At Passeig de Gràcia and Diagonal—Barcelona’s most iconic crossroads—a carmaker tore up the rulebook. Five years ago, local automaker SEAT/CUPRA opened CASA SEAT, conceived as a venue to buy or test drive a CUPRA or SEAT—but also much more. Neither a showroom nor a marketing stunt, CASA SEAT is a cultural phenomenon woven into Barcelona’s fabric. The question was whether a company known for cars could create a space that felt genuinely Barcelona. Five years later, the answer is clear. New independent research confirms it is now the city’s top-ranked cultural space, claimed by Barcelona as its own.
Over a million people have come through its doors, and they don’t find products uneasily paired with art or concerts amounting to thinly veiled branding. CASA SEAT is radical precisely for what it leaves out: the hard sell. Instead, it gives the city a platform where mobility is one idea among many, blending seamlessly with cinema, design, gastronomy, and soccer.
Step inside and the vibe shifts constantly. One week the auditorium might be hosting artists Aitana, Tyga or Bad Gyal in stripped-back concerts that feel almost secret. Another week CUPRA ambassador Hansi Flick appears, or international guests like Tom Holland and David Walliams drop by, while young entrepreneurs debate the shape of tomorrow’s Barcelona. The energy is youthful, diverse, addictive. Visitors are treated not as consumers but as co-conspirators in a cultural experiment. That same spirit extends to mobility, with CASA SEAT hosting Electric Saturdays, VIP delivery experiences, and hands-on driving sessions that demystify EVs and place the city at the center of Spain’s electrification.
“The last two years have seen us double our impact, with record growth and recognition as Barcelona’s leading cultural hub.”
Cristina Vall-Llosada, managing director, CASA SEAT & CUPRA City Garage Madrid
This summer, Barcelona-based brothers Carlos and Jordi Grangel, known for their design work at Grangel Studio on The Corpse Bride, Kung Fu Panda, and Guillermo del Toro’s Oscar-winning Pinocchio, brought their Hollywood magic home.
Each December the Magic Days reinvent the space as a festive wonderland. Last Christmas world-renowned pastry chef Jordi Roca transformed the venue into a feast of lights and flavors that drew 116,000 visitors, one of Barcelona’s top holiday experiences. It returns this winter, promising to once again bend tradition into something unforgettable.

And then came the professional soccer team Barça. To mark the club’s 125th anniversary, CASA SEAT opened its doors to treasures from home stadium Camp Nou: Johan Cruyff’s boots and the ball from Leo Messi’s strike in Santander that sealed Barça’s 5,000th Liga goal. Then the space transformed into a fan zone where El Clásico, the match between FC Barcelona and Real Madrid, unfolded live. “For the first time, Barça’s soul left the stadium and entered the city,” said Jordi Penas, director of the FC Barcelona Museum.
And it isn’t only culture that gets rewritten here. When presidents, ministers, and regional leaders chose CASA SEAT as the stage to sign a declaration on Spain’s electric future, it signalled the venue was more than a playground, but a nerve center where politics, industry, and mobility converge.
Five years in, CASA SEAT has proved that an automaker can create more than machines. It can create culture. It can rewire the way a city experiences itself. What began as an experiment is now part of Barcelona’s identity—utterly cool, disruptive, and impossible to ignore. Barcelona is its stage, its audience, and its home.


Assigned task
Aside from the pictures, the entries should be given again exactly.
== Segment start ==
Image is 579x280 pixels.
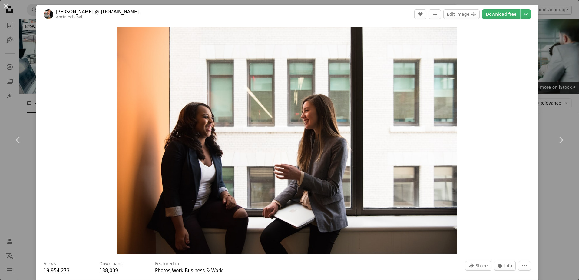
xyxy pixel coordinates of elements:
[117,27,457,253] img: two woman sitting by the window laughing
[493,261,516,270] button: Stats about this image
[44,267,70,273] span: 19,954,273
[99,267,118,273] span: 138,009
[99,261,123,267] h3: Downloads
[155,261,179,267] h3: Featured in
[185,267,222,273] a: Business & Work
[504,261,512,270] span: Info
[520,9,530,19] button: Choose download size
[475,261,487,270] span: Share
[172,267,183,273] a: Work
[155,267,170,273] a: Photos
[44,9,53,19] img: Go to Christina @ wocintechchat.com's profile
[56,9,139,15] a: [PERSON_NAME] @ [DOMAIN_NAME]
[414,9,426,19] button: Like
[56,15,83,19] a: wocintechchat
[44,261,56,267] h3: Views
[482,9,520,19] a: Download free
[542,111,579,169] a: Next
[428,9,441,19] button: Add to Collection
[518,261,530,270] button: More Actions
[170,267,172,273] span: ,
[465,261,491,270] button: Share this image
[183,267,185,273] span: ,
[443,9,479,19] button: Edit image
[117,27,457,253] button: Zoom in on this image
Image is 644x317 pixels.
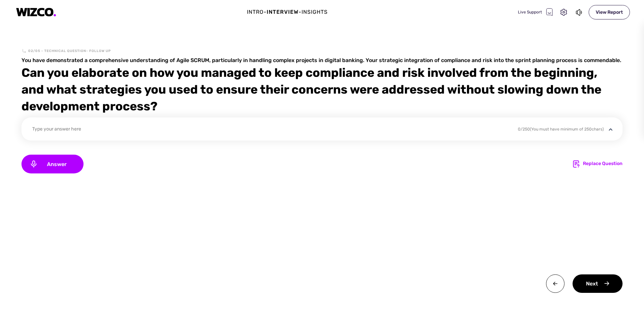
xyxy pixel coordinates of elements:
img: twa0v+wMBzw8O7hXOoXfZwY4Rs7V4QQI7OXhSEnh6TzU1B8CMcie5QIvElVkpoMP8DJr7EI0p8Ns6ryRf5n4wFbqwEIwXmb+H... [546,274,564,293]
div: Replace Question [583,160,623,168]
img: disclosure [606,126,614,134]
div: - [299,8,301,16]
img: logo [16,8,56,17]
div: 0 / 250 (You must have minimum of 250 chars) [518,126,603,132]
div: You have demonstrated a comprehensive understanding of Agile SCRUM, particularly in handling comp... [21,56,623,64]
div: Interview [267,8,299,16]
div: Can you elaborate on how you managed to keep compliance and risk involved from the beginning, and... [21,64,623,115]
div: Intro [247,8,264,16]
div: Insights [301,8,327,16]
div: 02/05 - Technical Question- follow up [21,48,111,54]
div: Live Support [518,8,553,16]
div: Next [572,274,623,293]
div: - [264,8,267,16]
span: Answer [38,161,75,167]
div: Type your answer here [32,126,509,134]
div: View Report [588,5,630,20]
== Segment end ==
Task output
Image is 579x280 pixels.
xyxy pixel coordinates of elements:
[117,27,457,253] img: two woman sitting by the window laughing
[493,261,516,270] button: Stats about this image
[44,267,70,273] span: 19,954,273
[99,267,118,273] span: 138,009
[99,261,123,267] h3: Downloads
[155,261,179,267] h3: Featured in
[185,267,222,273] a: Business & Work
[504,261,512,270] span: Info
[520,9,530,19] button: Choose download size
[475,261,487,270] span: Share
[172,267,183,273] a: Work
[155,267,170,273] a: Photos
[44,9,53,19] img: Go to Christina @ wocintechchat.com's profile
[56,9,139,15] a: [PERSON_NAME] @ [DOMAIN_NAME]
[414,9,426,19] button: Like
[56,15,83,19] a: wocintechchat
[44,261,56,267] h3: Views
[482,9,520,19] a: Download free
[542,111,579,169] a: Next
[428,9,441,19] button: Add to Collection
[518,261,530,270] button: More Actions
[170,267,172,273] span: ,
[465,261,491,270] button: Share this image
[183,267,185,273] span: ,
[443,9,479,19] button: Edit image
[117,27,457,253] button: Zoom in on this image
Image is 644x317 pixels.
xyxy pixel coordinates of elements:
img: twa0v+wMBzw8O7hXOoXfZwY4Rs7V4QQI7OXhSEnh6TzU1B8CMcie5QIvElVkpoMP8DJr7EI0p8Ns6ryRf5n4wFbqwEIwXmb+H... [546,274,564,293]
div: Replace Question [583,160,623,168]
img: disclosure [606,126,614,134]
div: - [299,8,301,16]
img: logo [16,8,56,17]
div: 0 / 250 (You must have minimum of 250 chars) [518,126,603,132]
div: You have demonstrated a comprehensive understanding of Agile SCRUM, particularly in handling comp... [21,56,623,64]
div: Interview [267,8,299,16]
div: Can you elaborate on how you managed to keep compliance and risk involved from the beginning, and... [21,64,623,115]
div: Intro [247,8,264,16]
div: Insights [301,8,327,16]
div: 02/05 - Technical Question- follow up [21,48,111,54]
div: Live Support [518,8,553,16]
div: Next [572,274,623,293]
div: - [264,8,267,16]
span: Answer [38,161,75,167]
div: Type your answer here [32,126,509,134]
div: View Report [588,5,630,20]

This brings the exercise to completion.